The ESA had to move a weather tracking satellite because nobody at SpaceX/starlink was available to talk about moving their satellite on a "near pass" orbit.
You cannot use a Pihole or adblockers with starlink either, that is buried in the user agreement.
I sympathize with your plight, living in a part of the world where the law shields ISPs from municipal competition. City WiFi is not ideal, but could promote better service. You and your neighbors complaining that you have dollars you want to exchange for better data is the most hopeful approach, I think. HughesNet and Viasat already offer satellite service with speeds that would have seemed great ten years ago, Starry is expanding its wireless network, and Starlink adding one more potential option at least isn't making the situation worse, assuming you are not a grumpy astronomer.
Extraordinary post! I didn't knowral of these assets and I will go look at them now! https://1v1-lol.com
You and your neighbors grumbling that you simply have greenbacks you would like to exchange for higher knowledge is that the most hopeful approach, I think. HughesNet and Viasat already provide satellite service with speeds that will have appeared nice 10 years ago, starlike is increasing its wireless network, and Starlink adding an added potential possibility a minimum of isn't creating things worse, assumptive you're not a cross astronomer.
Um. Holy shit. I hadn't seen this detail before, which eliminates my last question about Starlink's viability, which was ping rates: "...Even though the path taken by Starlink data is longer due to the hop into space, the vacuum speed of light is about 50% faster than in glass, more than making up for the difference over longer distances..."
I'm not a huge Musk guy, but I have to admit to being very intrigued by Starlink after reading this article. I would very much like to believe Elon's pronouncements that taking SpaceX public, or spinning off Starlink and taking it public, are antithetical to the company's long term goals.

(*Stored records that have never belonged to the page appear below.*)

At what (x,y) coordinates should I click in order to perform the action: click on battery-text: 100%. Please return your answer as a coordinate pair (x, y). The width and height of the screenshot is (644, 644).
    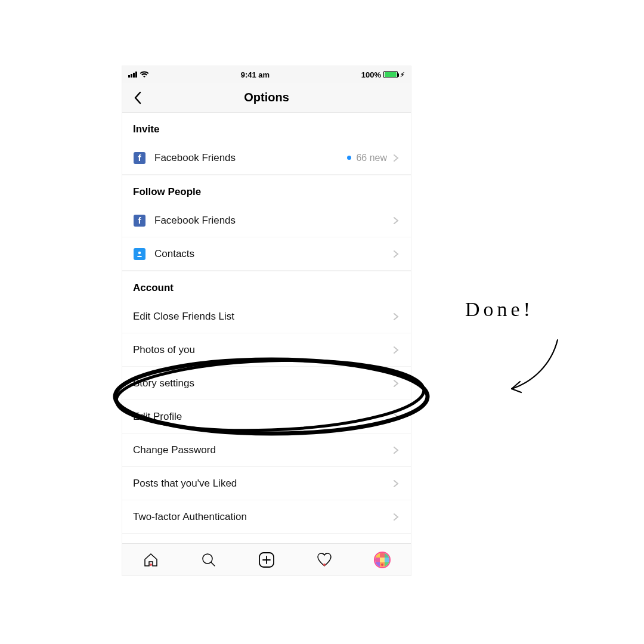
    Looking at the image, I should click on (371, 75).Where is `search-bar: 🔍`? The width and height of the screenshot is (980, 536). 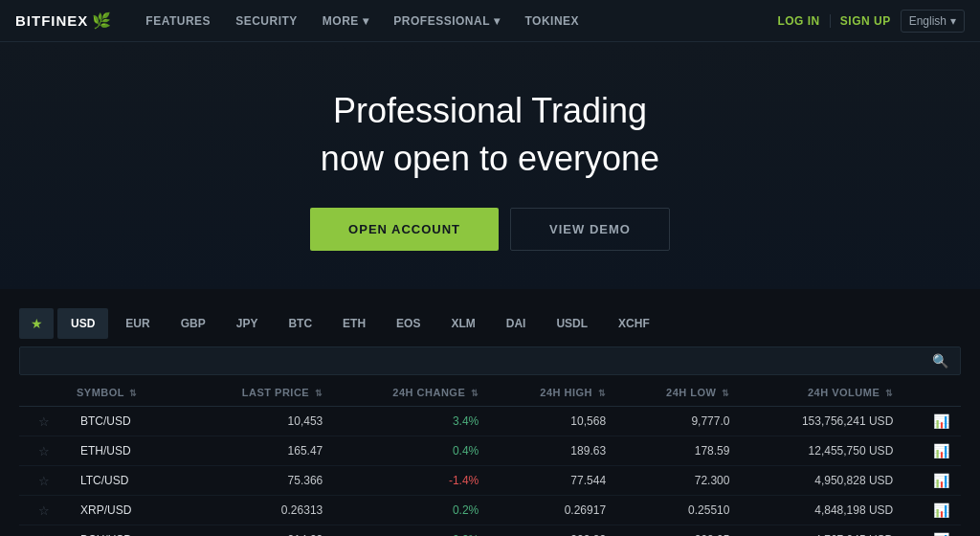 search-bar: 🔍 is located at coordinates (490, 361).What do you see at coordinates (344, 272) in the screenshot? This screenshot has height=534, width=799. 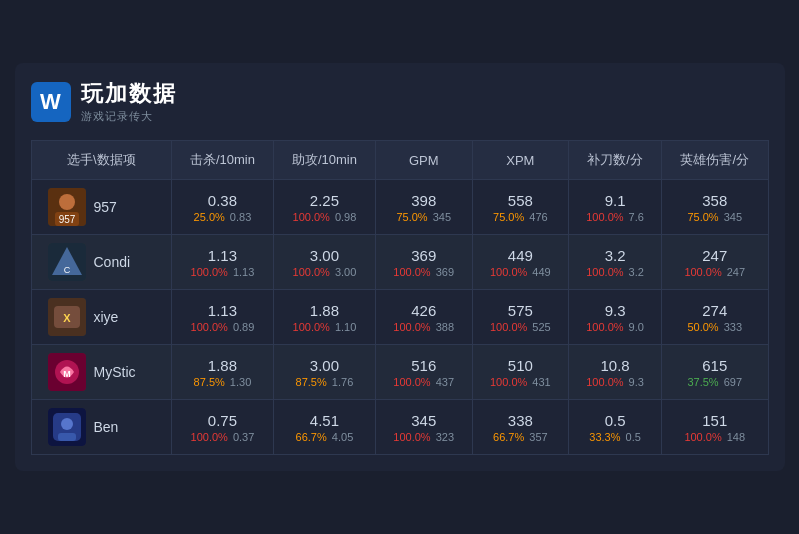 I see `stat-val: 3.00` at bounding box center [344, 272].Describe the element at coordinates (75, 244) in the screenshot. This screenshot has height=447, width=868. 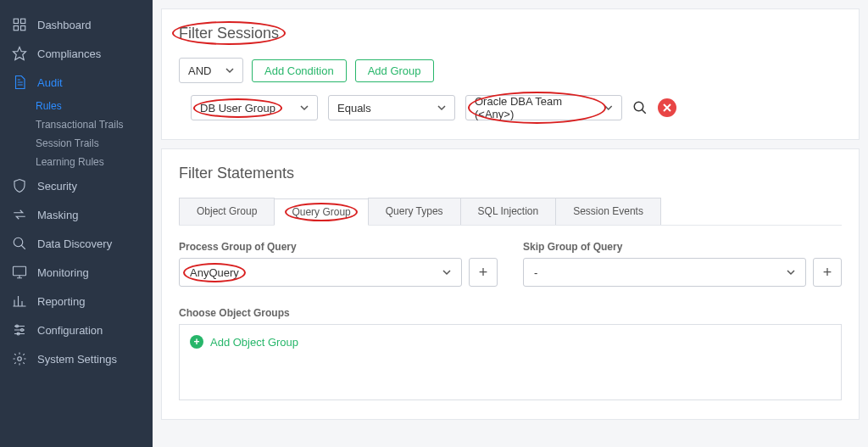
I see `sidebar-item-label: Data Discovery` at that location.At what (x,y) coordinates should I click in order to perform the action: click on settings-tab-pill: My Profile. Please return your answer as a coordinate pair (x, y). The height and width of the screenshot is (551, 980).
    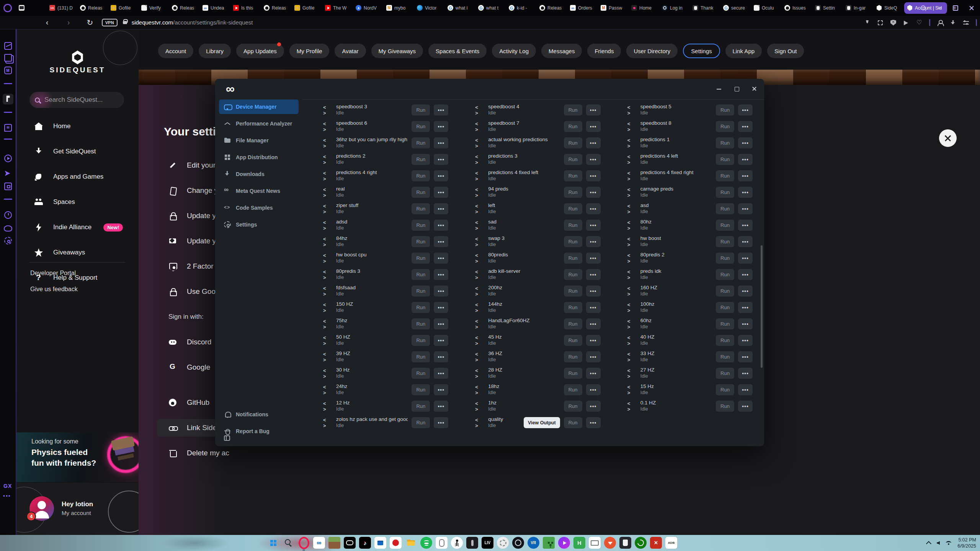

I understand why people hate/love Musk, and I can argue either side of that coin. But, for me, he's a lunatic with big dreams, and every once in a while we need one of those to drag us Americans out of our comfortable doldrums and remember how fun and good it is to strive for Big Ideas and Big Goals. And shit... if he gets me $1/gig internet to my house, and sticks a knife in the heart of Comcast at the same time, I'm happy for him to be just as rich as he gets to be. Of course, he's a pretty shitty person and employer, and huge success won't make either of those things better... they'll only get worse. But hey... I used to laugh at Bill Cosby and Louis C.K. when they were just funny guys, and then they turned out to be total dicks, and used Limewire and MegaUpload before those guys turned out to be evil schmucks as well. So my track record isn't so good.
I'm sure Vanderbilt, Rockefeller, Ford and Morgan were complete assholes, too. My problem with musk is less with musk per se, and more with how his fans see him and how wall street treats him. I definitely hate the game as much or more than the player. All that said, I want SpaceX to succeed, musk or not.